I received an interesting comment
left by “anonymous” in response to my blog post about Ben Gwilliam's molto semplice e cantabile
“A number of artists have
made records out of ice. A more interesting and
resolved
conceptual idea being Katie Paterson”.
Until this I was unfamiliar with Katie Paterson and I am grateful
to the commenter for drawing my attention to her; she has some really
interesting work including a piece called Langjökull, Snæfellsjökull,
Solheimajökull which according to her website is made up of sound recordings
from three glaciers in Iceland, pressed into three records, cast, and frozen
with the meltwater from each of these glaciers, and played on three turntables
until they completely melt. The records were played once and now exist as three
digital films. The turntables begin playing together, and for the first ten
minutes as the needles trace their way around, the sounds from each glacier
merge in and out with the sounds the ice itself creates. The needle catches on
the last loop, and the records play for nearly two hours, until completely
melted.
A
comparison between Gwilliam and Paterson feels very much like some of the
comparisons in the Text Festival between
the work of one language artist and another, who seem to be engaged in very
similar enquiries but coming from very different traditions/artforms. Gwilliam’s
work is located in a sound art tradition while Paterson is a conceptual artist engaged primarily in
questions of knowledge and science. I see these artists as doing something
different and valid with ice.
Although I
wouldn’t make this point with any serious intent, but one could argue that
Gwilliam’s is more resolved than Paterson’s because the latter’s final resolution
is in digital films of the discs melting, whereas the former’s return to the
vinyl form from which the sound originated.
However that is
spurious because the works are doing something different. Paterson’s is a pure commentary
on glacial melting and climate change so its resolution in terms of water
resides in the one-way process of its melting, completed in digital
documentation – I appreciate it but I
find its resolution linear. Gwilliam includes the process and the performative: molto semplice e cantabile was performed twice which immediately places it in a
different (music) space; water is added in the form of spray onto the discs,
the 'music' was edited, the artist was hands on, active in the creation of sound
and melting. I find Gwilliam’s more interesting and more complex - paradoxical
since its title translates as: “very
simple and lyrical” - precisely because it is circular, replicating in its
structure the physics of the anomalous expansion of water which creates,
destroys and metaphorically creates it.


[WHAT NEEDS TO BE DONE]
Wherever a line holds the word "diagram", copy that line from the data.

[RECORDS FOR THE EXERCISE]
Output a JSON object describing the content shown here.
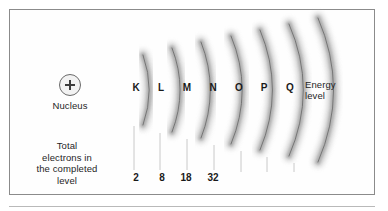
{
  "figure": {
    "title_alt": "Atomic energy level shell diagram",
    "background_color": "#ffffff",
    "frame_color": "#8b8b8b",
    "arc_color": "#6f6f6f",
    "text_color": "#1f1f1f"
  },
  "nucleus": {
    "symbol": "+",
    "label": "Nucleus"
  },
  "annotations": {
    "energy_level_line1": "Energy",
    "energy_level_line2": "level",
    "total_electrons_line1": "Total",
    "total_electrons_line2": "electrons in",
    "total_electrons_line3": "the completed",
    "total_electrons_line4": "level"
  },
  "chart_data": {
    "type": "diagram",
    "xlabel": "",
    "ylabel": "",
    "categories": [
      "K",
      "L",
      "M",
      "N",
      "O",
      "P",
      "Q"
    ],
    "values": [
      2,
      8,
      18,
      32,
      null,
      null,
      null
    ],
    "series": [
      {
        "name": "Total electrons in the completed level",
        "values": [
          2,
          8,
          18,
          32,
          null,
          null,
          null
        ]
      }
    ],
    "legend": [
      "Nucleus",
      "Energy level",
      "Total electrons in the completed level"
    ],
    "annotations": [
      "Nucleus",
      "Energy level",
      "Total electrons in the completed level"
    ],
    "grid": false,
    "legend_position": "inline"
  },
  "shells": [
    {
      "letter": "K",
      "count": "2",
      "letter_x": 128,
      "count_x": 126,
      "arc_x_top": 143,
      "arc_x_mid": 133,
      "arc_x_bot": 143,
      "arc_top": 55,
      "arc_bot": 125,
      "tick_x": 134,
      "tick_top": 126,
      "tick_bot": 170
    },
    {
      "letter": "L",
      "count": "8",
      "letter_x": 153,
      "count_x": 152,
      "arc_x_top": 172,
      "arc_x_mid": 159,
      "arc_x_bot": 172,
      "arc_top": 48,
      "arc_bot": 132,
      "tick_x": 160,
      "tick_top": 133,
      "tick_bot": 170
    },
    {
      "letter": "M",
      "count": "18",
      "letter_x": 179,
      "count_x": 176,
      "arc_x_top": 201,
      "arc_x_mid": 186,
      "arc_x_bot": 201,
      "arc_top": 42,
      "arc_bot": 138,
      "tick_x": 187,
      "tick_top": 139,
      "tick_bot": 170
    },
    {
      "letter": "N",
      "count": "32",
      "letter_x": 205,
      "count_x": 203,
      "arc_x_top": 231,
      "arc_x_mid": 213,
      "arc_x_bot": 231,
      "arc_top": 36,
      "arc_bot": 144,
      "tick_x": 214,
      "tick_top": 145,
      "tick_bot": 170
    },
    {
      "letter": "O",
      "count": "",
      "letter_x": 231,
      "count_x": 229,
      "arc_x_top": 260,
      "arc_x_mid": 240,
      "arc_x_bot": 260,
      "arc_top": 30,
      "arc_bot": 150,
      "tick_x": 241,
      "tick_top": 151,
      "tick_bot": 172
    },
    {
      "letter": "P",
      "count": "",
      "letter_x": 256,
      "count_x": 255,
      "arc_x_top": 289,
      "arc_x_mid": 266,
      "arc_x_bot": 289,
      "arc_top": 24,
      "arc_bot": 156,
      "tick_x": 267,
      "tick_top": 157,
      "tick_bot": 172
    },
    {
      "letter": "Q",
      "count": "",
      "letter_x": 282,
      "count_x": 281,
      "arc_x_top": 318,
      "arc_x_mid": 293,
      "arc_x_bot": 318,
      "arc_top": 18,
      "arc_bot": 162,
      "tick_x": 294,
      "tick_top": 163,
      "tick_bot": 172
    }
  ]
}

[REPLY TO THE EXERCISE]
    "title_alt": "Atomic energy level shell diagram",
    "type": "diagram",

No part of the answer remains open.